Friday 6 January 2012

A Question of Balance

If anyone dares to claim that the work of a courier is not seasonal, don't listen to him!  This is the week I usually take as a winter holiday - see this earlier blog, and often during the week I've wished I had done so after all.  Apart from the working part of the week consisting of only four 'proper' days, my financial rewards have to show the lowest weekly total on record - holidays excepted.  The proceeds will total between one and two days' normal earnings.  Fortunately, I was able to find other satisfactions than financial ones with which to measure the success of the week.

Monday was, of course, the New Year Bank Holiday, and the office was closed.  I had elected to be available for work, but I decided that I wouldn't phone in first thing to let whoever was manning the phones know I was still alive.  This might have been favourable, but the pseudo-Quaker in me said that if I did so, I should be making a complete irrelevance of the list upon which I had declared my availability in the first place.  Consequently, perhaps, and certainly without causing me great surprise, my phone was silent and the van remained unused.

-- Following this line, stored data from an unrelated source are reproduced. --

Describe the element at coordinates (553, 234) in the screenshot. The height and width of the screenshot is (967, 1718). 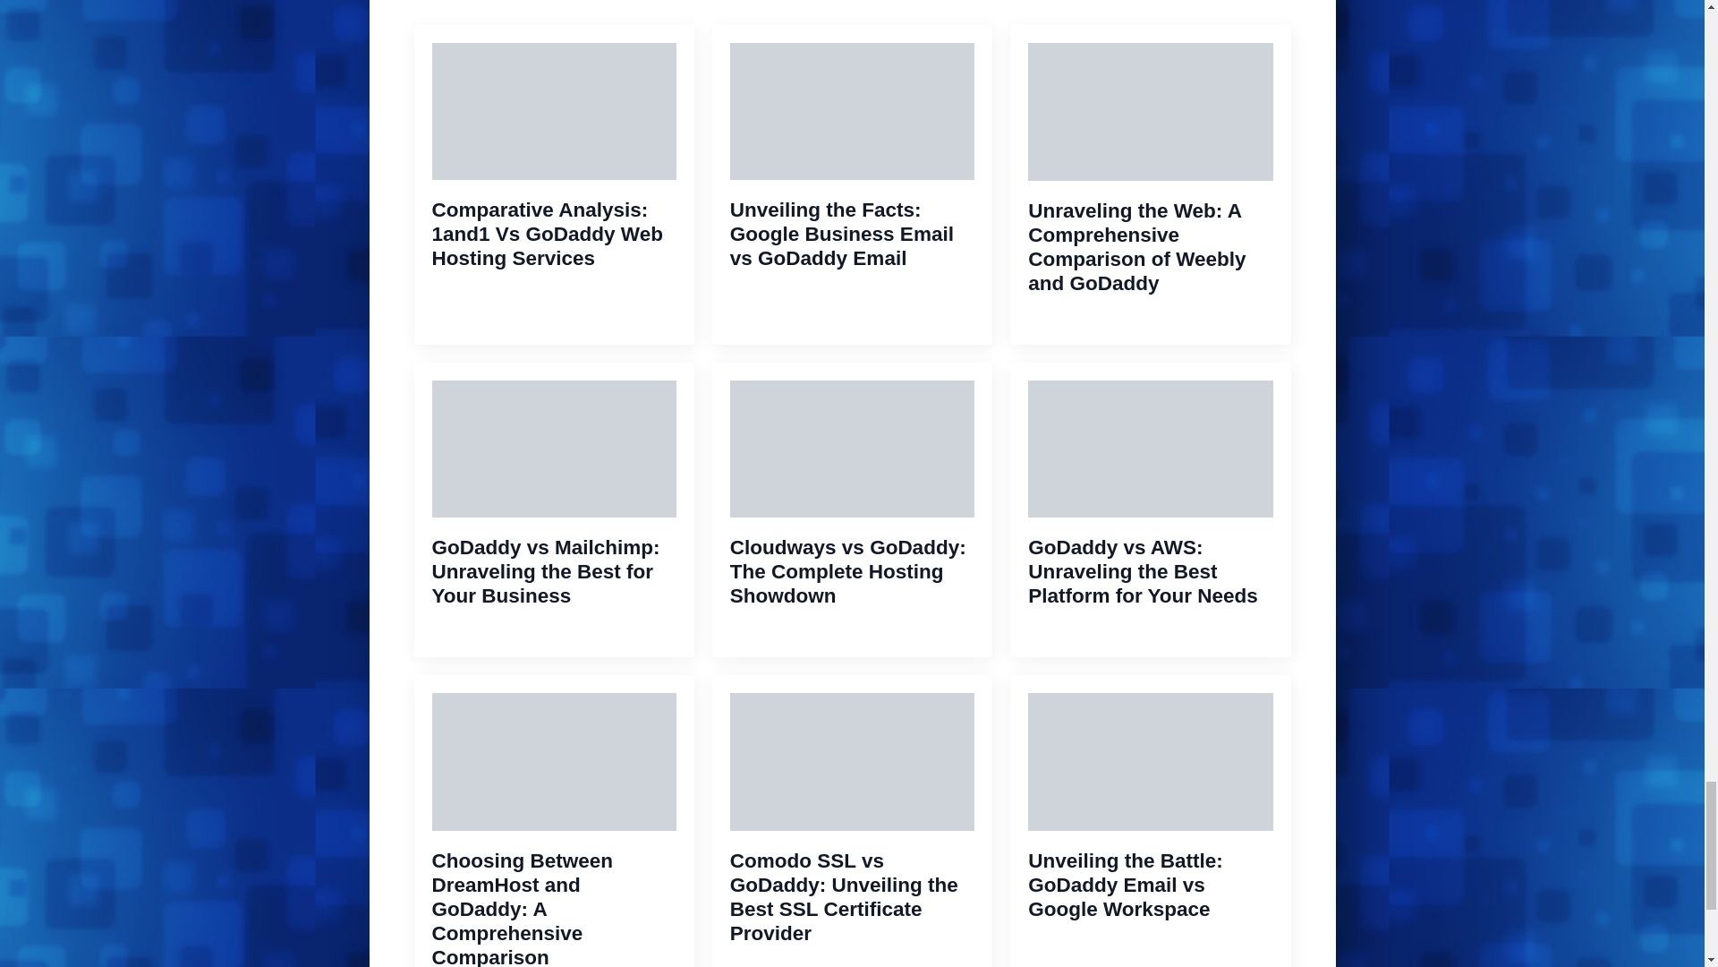
I see `Comparative Analysis: 1and1 Vs GoDaddy Web Hosting Services` at that location.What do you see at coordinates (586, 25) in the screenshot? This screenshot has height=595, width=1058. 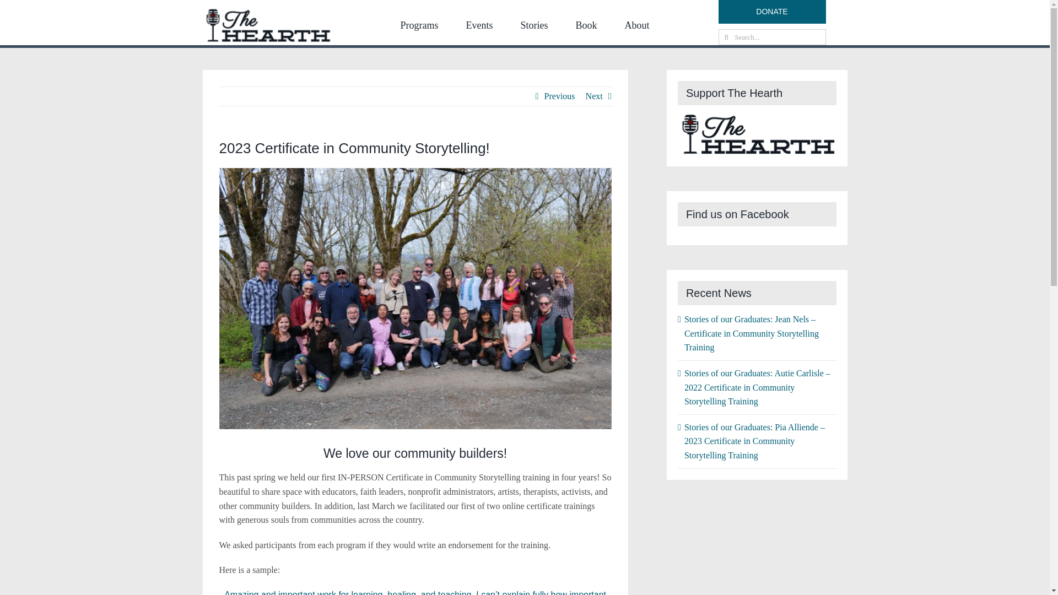 I see `Book` at bounding box center [586, 25].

Instead, my Bank Holiday was apportioned between two tasks.  I spent the afternoon and early evening playing an audio tape through the USB converter I bought last year, and storing the product on the computer.  This was the first of a 'double tape' product, and its fellow was similarly dealt with later in the week.  The other task on Monday was to identify an internet mailing list for Co Fermanagh, and subscribe to it with a view to finding out something more about the great family I'd located for my great-uncle George, who had been discharged from the army in 1876, and settled in Enniskillen (sorry if I've mentioned this before, but it has rather overshadowed my thoughts recently, since I'd long since decided that I would never know what had happened to him.)

Tuesday began with a number of necessary phone calls, made while waiting for my van to be serviced.  I needed to order a new inhaler, and also to make an appointment for an eye test.  Just as I was beginning to feel cold and rescued my coat from the van, I noticed the rain sheeting down outside and was glad I didn't have to be out in it.  At that point the van was almost finished, but when he took it for a road test, the engineer decided there was a problem with the tracking.  By the time this had been put right, the sun was out, and it was something of a pleasure soon afterwards to be sent to Leicester and see a magnificent double rainbow as I drove up the motorway.  I'd just finished my evening meal when a phone call sent me off to Shoeburyness, so I was out until 10.40pm, and late on parade the next day.

Wednesday brought no work at all, and by 2.30 I decided to be realistic and come home.  I discovered that someone else had usurped my post to the Fermanagh mailing list and answered with what was, in effect, a completely new enquiry about something totally different, with the result that, out of eight messages headed 'Evans - Enniskillen', one was a not-very-helpful reply to me, and the others totally irrelevant.  I hastily responded caustically to this 'identity theft' as I described it, but the following day realised the error of such an action, and apologised.  I think this was much more effective, for as a result I then received lots of encouragement and some very helpful general advice and details of websites that have opened my eyes to the intricacies of Irish research.

Yesterday I did a single job to a charming village in the west of Bedfordshire, delivering hygiene materials to a 'college' which seemed to cater solely for disabled students.  Once more I took the afternoon off, since it seemed pointless to sit there at the bottom of a long list,  when the phones were hardly ringing, and the few jobs coming in were for the big vans.  Once more family history and the tape conversion took centre stage.

Numerically, today has been more productive, but the first of the two jobs was only a very local one, and the other only 50 miles away, so the excitement was little.  I returned to find that one of my colleagues was researching a job he'd just been given to deliver tomorrow morning in Falkirk.  This is the sort of job I'd normally have given my eye teeth for, but somehow I just didn't have the energy to get excited about it.  I had departed and was just returning home from my shopping expedition when I realised that, even if I had been offered it, I should have had to turn it down anyway, because of the optician's appointment tomorrow morning.

So my week has been a true balance, and has felt all the better for it, with this evening spent exploring some of those fascinating Irish websites!